US Health Insurance Reform and the CBO Scoring: Markets need more Insured Customers for Depth and Health

By David Schane, Oberlin, Ohio – USA, 30 May 2017
David Schane MA Int. Relations, Ohio Area, USA

I write with concern about the CBO’s recent scoring of the revised AHCA bill that the US House of Representatives passed.  While readers may have different views about Obamacare, the CBO’s determination that 23 million fewer Americans would be insured under the House legislation is alarming on a number of levels.  I’d like to underline some points that Congress is not making.  Having worked in finance, one thing that makes all markets healthy is depth and liquidity (where lots of sellers and buyers meet).  For example, imagine going to the grocery story and finding out that the price is more expensive on the second pound of apples you purchase compared to the first.  Healthy markets have competitive, tight pricing precisely because there’s depth (even when you buy hundreds of pounds of apples).  Similarly, casinos may lose money one night because a customer hits the “jackpot” – but over the millions of dice rolls, casinos know exactly how to price their product and be profitable (as gambling markets are mathematically deep and precise over time).

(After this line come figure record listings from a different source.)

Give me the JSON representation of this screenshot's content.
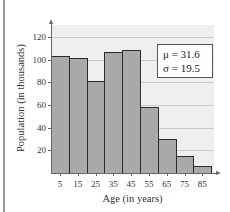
{
  "chart_data": {
    "type": "bar",
    "title": "",
    "xlabel": "Age (in years)",
    "ylabel": "Population (in thousands)",
    "categories": [
      "5",
      "15",
      "25",
      "35",
      "45",
      "55",
      "65",
      "75",
      "85"
    ],
    "values": [
      103,
      101,
      81,
      107,
      108,
      58,
      30,
      15,
      6
    ],
    "ylim": [
      0,
      130
    ],
    "yticks": [
      20,
      40,
      60,
      80,
      100,
      120
    ],
    "grid": true,
    "bar_color": "#a9a9a9",
    "bar_edge_color": "#2b2b2b",
    "background_color": "#efefef",
    "annotations": [
      {
        "text": "μ = 31.6",
        "symbol": "μ",
        "value": "31.6"
      },
      {
        "text": "σ = 19.5",
        "symbol": "σ",
        "value": "19.5"
      }
    ]
  },
  "labels": {
    "x_title": "Age (in years)",
    "y_title": "Population (in thousands)",
    "yticks": [
      "20",
      "40",
      "60",
      "80",
      "100",
      "120"
    ],
    "xticks": [
      "5",
      "15",
      "25",
      "35",
      "45",
      "55",
      "65",
      "75",
      "85"
    ],
    "mean": "μ = 31.6",
    "std": "σ = 19.5"
  }
}
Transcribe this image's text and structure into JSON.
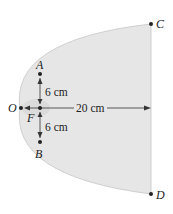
{
  "diagram": {
    "points": {
      "A": "A",
      "B": "B",
      "C": "C",
      "D": "D",
      "O": "O",
      "F": "F"
    },
    "dimensions": {
      "upper": "6 cm",
      "lower": "6 cm",
      "axis": "20 cm"
    },
    "colors": {
      "fill": "#e6e6e6",
      "stroke": "#c8c8c8",
      "line": "#333333"
    }
  }
}
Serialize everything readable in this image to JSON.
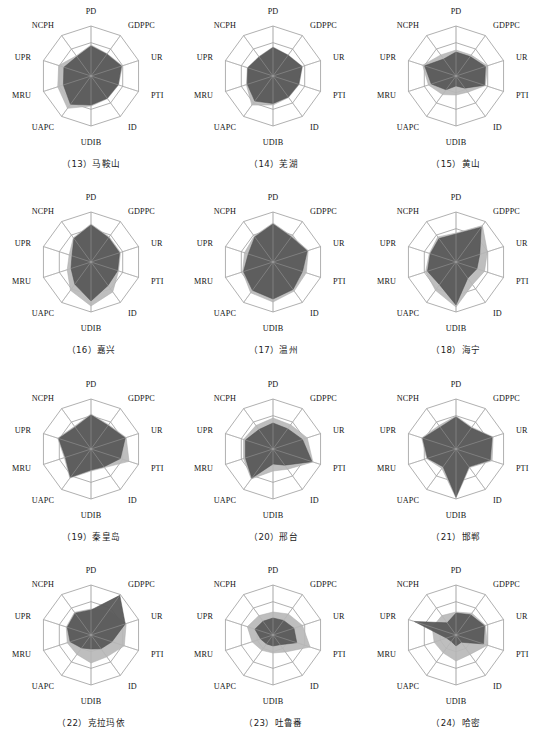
{
  "figure": {
    "type": "radar-grid",
    "rows": 4,
    "cols": 3,
    "axes": [
      "PD",
      "GDPPC",
      "UR",
      "PTI",
      "ID",
      "UDIB",
      "UAPC",
      "MRU",
      "UPR",
      "NCPH"
    ],
    "rings": 3,
    "colors": {
      "series_light": "#b9b9b9",
      "series_dark": "#585858",
      "grid": "#8e8e8e",
      "text": "#1a1a1a",
      "background": "#ffffff"
    },
    "series_names": [
      "light-series",
      "dark-series"
    ]
  },
  "chart_data": [
    {
      "type": "radar",
      "title": "（13）马鞍山",
      "index": "13",
      "name": "马鞍山",
      "categories": [
        "PD",
        "GDPPC",
        "UR",
        "PTI",
        "ID",
        "UDIB",
        "UAPC",
        "MRU",
        "UPR",
        "NCPH"
      ],
      "rmax": 1.0,
      "series": [
        {
          "name": "light-series",
          "values": [
            0.62,
            0.55,
            0.66,
            0.58,
            0.56,
            0.6,
            0.8,
            0.7,
            0.68,
            0.5
          ]
        },
        {
          "name": "dark-series",
          "values": [
            0.6,
            0.54,
            0.64,
            0.57,
            0.55,
            0.58,
            0.7,
            0.58,
            0.57,
            0.48
          ]
        }
      ]
    },
    {
      "type": "radar",
      "title": "（14）芜湖",
      "index": "14",
      "name": "芜湖",
      "categories": [
        "PD",
        "GDPPC",
        "UR",
        "PTI",
        "ID",
        "UDIB",
        "UAPC",
        "MRU",
        "UPR",
        "NCPH"
      ],
      "rmax": 1.0,
      "series": [
        {
          "name": "light-series",
          "values": [
            0.58,
            0.52,
            0.62,
            0.55,
            0.53,
            0.58,
            0.72,
            0.56,
            0.54,
            0.48
          ]
        },
        {
          "name": "dark-series",
          "values": [
            0.57,
            0.51,
            0.61,
            0.54,
            0.52,
            0.55,
            0.62,
            0.54,
            0.53,
            0.47
          ]
        }
      ]
    },
    {
      "type": "radar",
      "title": "（15）黄山",
      "index": "15",
      "name": "黄山",
      "categories": [
        "PD",
        "GDPPC",
        "UR",
        "PTI",
        "ID",
        "UDIB",
        "UAPC",
        "MRU",
        "UPR",
        "NCPH"
      ],
      "rmax": 1.0,
      "series": [
        {
          "name": "light-series",
          "values": [
            0.52,
            0.52,
            0.66,
            0.62,
            0.4,
            0.38,
            0.46,
            0.58,
            0.7,
            0.52
          ]
        },
        {
          "name": "dark-series",
          "values": [
            0.48,
            0.48,
            0.62,
            0.6,
            0.3,
            0.2,
            0.34,
            0.52,
            0.66,
            0.42
          ]
        }
      ]
    },
    {
      "type": "radar",
      "title": "（16）嘉兴",
      "index": "16",
      "name": "嘉兴",
      "categories": [
        "PD",
        "GDPPC",
        "UR",
        "PTI",
        "ID",
        "UDIB",
        "UAPC",
        "MRU",
        "UPR",
        "NCPH"
      ],
      "rmax": 1.0,
      "series": [
        {
          "name": "light-series",
          "values": [
            0.76,
            0.62,
            0.62,
            0.58,
            0.74,
            0.88,
            0.7,
            0.5,
            0.46,
            0.6
          ]
        },
        {
          "name": "dark-series",
          "values": [
            0.74,
            0.6,
            0.6,
            0.56,
            0.58,
            0.78,
            0.55,
            0.42,
            0.4,
            0.58
          ]
        }
      ]
    },
    {
      "type": "radar",
      "title": "（17）温州",
      "index": "17",
      "name": "温州",
      "categories": [
        "PD",
        "GDPPC",
        "UR",
        "PTI",
        "ID",
        "UDIB",
        "UAPC",
        "MRU",
        "UPR",
        "NCPH"
      ],
      "rmax": 1.0,
      "series": [
        {
          "name": "light-series",
          "values": [
            0.78,
            0.64,
            0.74,
            0.7,
            0.72,
            0.8,
            0.76,
            0.64,
            0.6,
            0.64
          ]
        },
        {
          "name": "dark-series",
          "values": [
            0.76,
            0.62,
            0.72,
            0.62,
            0.68,
            0.74,
            0.7,
            0.62,
            0.52,
            0.62
          ]
        }
      ]
    },
    {
      "type": "radar",
      "title": "（18）海宁",
      "index": "18",
      "name": "海宁",
      "categories": [
        "PD",
        "GDPPC",
        "UR",
        "PTI",
        "ID",
        "UDIB",
        "UAPC",
        "MRU",
        "UPR",
        "NCPH"
      ],
      "rmax": 1.0,
      "series": [
        {
          "name": "light-series",
          "values": [
            0.58,
            0.9,
            0.66,
            0.6,
            0.56,
            0.9,
            0.7,
            0.64,
            0.56,
            0.62
          ]
        },
        {
          "name": "dark-series",
          "values": [
            0.56,
            0.86,
            0.5,
            0.44,
            0.4,
            0.86,
            0.56,
            0.6,
            0.54,
            0.58
          ]
        }
      ]
    },
    {
      "type": "radar",
      "title": "（19）秦皇岛",
      "index": "19",
      "name": "秦皇岛",
      "categories": [
        "PD",
        "GDPPC",
        "UR",
        "PTI",
        "ID",
        "UDIB",
        "UAPC",
        "MRU",
        "UPR",
        "NCPH"
      ],
      "rmax": 1.0,
      "series": [
        {
          "name": "light-series",
          "values": [
            0.7,
            0.6,
            0.74,
            0.8,
            0.46,
            0.44,
            0.72,
            0.56,
            0.7,
            0.56
          ]
        },
        {
          "name": "dark-series",
          "values": [
            0.68,
            0.58,
            0.72,
            0.62,
            0.44,
            0.42,
            0.7,
            0.54,
            0.68,
            0.54
          ]
        }
      ]
    },
    {
      "type": "radar",
      "title": "（20）邢台",
      "index": "20",
      "name": "邢台",
      "categories": [
        "PD",
        "GDPPC",
        "UR",
        "PTI",
        "ID",
        "UDIB",
        "UAPC",
        "MRU",
        "UPR",
        "NCPH"
      ],
      "rmax": 1.0,
      "series": [
        {
          "name": "light-series",
          "values": [
            0.62,
            0.6,
            0.72,
            0.84,
            0.5,
            0.44,
            0.74,
            0.62,
            0.62,
            0.58
          ]
        },
        {
          "name": "dark-series",
          "values": [
            0.52,
            0.5,
            0.62,
            0.82,
            0.4,
            0.3,
            0.72,
            0.58,
            0.58,
            0.48
          ]
        }
      ]
    },
    {
      "type": "radar",
      "title": "（21）邯郸",
      "index": "21",
      "name": "邯郸",
      "categories": [
        "PD",
        "GDPPC",
        "UR",
        "PTI",
        "ID",
        "UDIB",
        "UAPC",
        "MRU",
        "UPR",
        "NCPH"
      ],
      "rmax": 1.0,
      "series": [
        {
          "name": "light-series",
          "values": [
            0.66,
            0.54,
            0.78,
            0.76,
            0.46,
            0.98,
            0.48,
            0.62,
            0.72,
            0.58
          ]
        },
        {
          "name": "dark-series",
          "values": [
            0.64,
            0.52,
            0.76,
            0.72,
            0.44,
            0.96,
            0.44,
            0.6,
            0.7,
            0.54
          ]
        }
      ]
    },
    {
      "type": "radar",
      "title": "（22）克拉玛依",
      "index": "22",
      "name": "克拉玛依",
      "categories": [
        "PD",
        "GDPPC",
        "UR",
        "PTI",
        "ID",
        "UDIB",
        "UAPC",
        "MRU",
        "UPR",
        "NCPH"
      ],
      "rmax": 1.0,
      "series": [
        {
          "name": "light-series",
          "values": [
            0.52,
            0.6,
            0.74,
            0.7,
            0.54,
            0.56,
            0.48,
            0.5,
            0.52,
            0.56
          ]
        },
        {
          "name": "dark-series",
          "values": [
            0.5,
            0.98,
            0.72,
            0.44,
            0.34,
            0.28,
            0.32,
            0.44,
            0.5,
            0.54
          ]
        }
      ]
    },
    {
      "type": "radar",
      "title": "（23）吐鲁番",
      "index": "23",
      "name": "吐鲁番",
      "categories": [
        "PD",
        "GDPPC",
        "UR",
        "PTI",
        "ID",
        "UDIB",
        "UAPC",
        "MRU",
        "UPR",
        "NCPH"
      ],
      "rmax": 1.0,
      "series": [
        {
          "name": "light-series",
          "values": [
            0.46,
            0.52,
            0.62,
            0.78,
            0.42,
            0.36,
            0.38,
            0.44,
            0.54,
            0.48
          ]
        },
        {
          "name": "dark-series",
          "values": [
            0.34,
            0.36,
            0.44,
            0.5,
            0.24,
            0.22,
            0.22,
            0.26,
            0.38,
            0.34
          ]
        }
      ]
    },
    {
      "type": "radar",
      "title": "（24）哈密",
      "index": "24",
      "name": "哈密",
      "categories": [
        "PD",
        "GDPPC",
        "UR",
        "PTI",
        "ID",
        "UDIB",
        "UAPC",
        "MRU",
        "UPR",
        "NCPH"
      ],
      "rmax": 1.0,
      "series": [
        {
          "name": "light-series",
          "values": [
            0.46,
            0.54,
            0.62,
            0.66,
            0.48,
            0.52,
            0.44,
            0.46,
            0.5,
            0.48
          ]
        },
        {
          "name": "dark-series",
          "values": [
            0.44,
            0.5,
            0.6,
            0.58,
            0.18,
            0.22,
            0.16,
            0.2,
            0.88,
            0.3
          ]
        }
      ]
    }
  ]
}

Health insurance works exactly the same way.  While only Providence may know our individual time on Earth, mortality and sickness can be modeled precisely if markets are deep (with many insured customers), and all outcomes (sickness and health) have their proper statistical chance of occurrence.  Indeed, casinos forbid “loaded dice” because it changes the distribution of outcomes from the laws of math into something random, which they cannot model.

Moving back to the AHCA, Obamacare, and the CBO scoring, health insurers need more people to participate because they can accurately price mortality and sickness and offset their risk across society, while still making a profit.  Insurance models fall apart when healthy people selectively don’t buy insurance feeling they don’t need it – as these healthy people who might well opt out of the marketplace are akin to “loaded dice” (which casinos forbid because they lose money)!

So the AHCA legislation damages health insurance markets and moves America in the wrong direction by covering 23 million fewer Americans.  True health care reform should bring in more participants and thereby lower overall costs, which has the simultaneous benefit of showing more compassion and heart in the process.

One final thing to note: just because the AHCA may lower premiums for some individuals does NOT mean those people are getting a good deal!  Minimum Obamacare benefits covered preventive care, like universal colon screenings beginning at the age of 50.  Not only are these minimum benefits saving many individual’s lives (as colon cancer is easily treatable if detected early), they are saving the American health care system significant money in aggregate (as early treatment is immensely more cost effective to deliver).  So beware of false pricing!  A smaller premium per month that does not cover preventive care may cost an individual greater overall expense (as individuals who unnecessarily contract a major illness could subsequently be placed in a high risk pool with steep insurance rates).  Furthermore, the absence of preventive diagnosis shortens lives, brings families premature sadness – and incurs higher overall healthcare costs to us, the American taxpayer.   In sum, we deserve better legislative thinking and more honest communication from Congress so let’s hold our Congressional representatives accountable until they deliver that responsibly.

David Schane, Oberlin, Ohio – USA, 30 May 2017

From the editor: We thank Mr. David Schane for sharing with us his thoughts on US Policy and Global Issues. Having traveled the world and lived in Europe as well, we believe Mr. Schane’s thoughts are vey valuable. They convey both a holistic view and a differentiated perspective. The opinions expressed here are his own and Mr. Takushi and the other contributors do not necessarily agree with the views of Mr. Schane. All contributors to our website express their own independent opinion based on their research. Thus, their articles are not edited by us, Geopolitical Economics. 

There is great depth in Mr. Schane’s analysis. It is the rationale behind a forecast that matters the most, and opposing rationales help sharpen our analysis. Mr. Schane’s views are greatly appreciated by Mr. Takushi, because their respective views have disagreements, clashes and overlaps. As an example, both Schane and Takushi expected a BREXIT, .. Schane expected Clinton to win, whereas Takushi expected Trump to win. A forecast might turn out to be right or wrong, but it is the analysis that backs it, that really helps decision makers. And serious analysis is useful long after the outcome, because it doesn’t stand still, it evolves. At Geopolitical Economics we take into account and welcome dissenting views from professional thought leaders.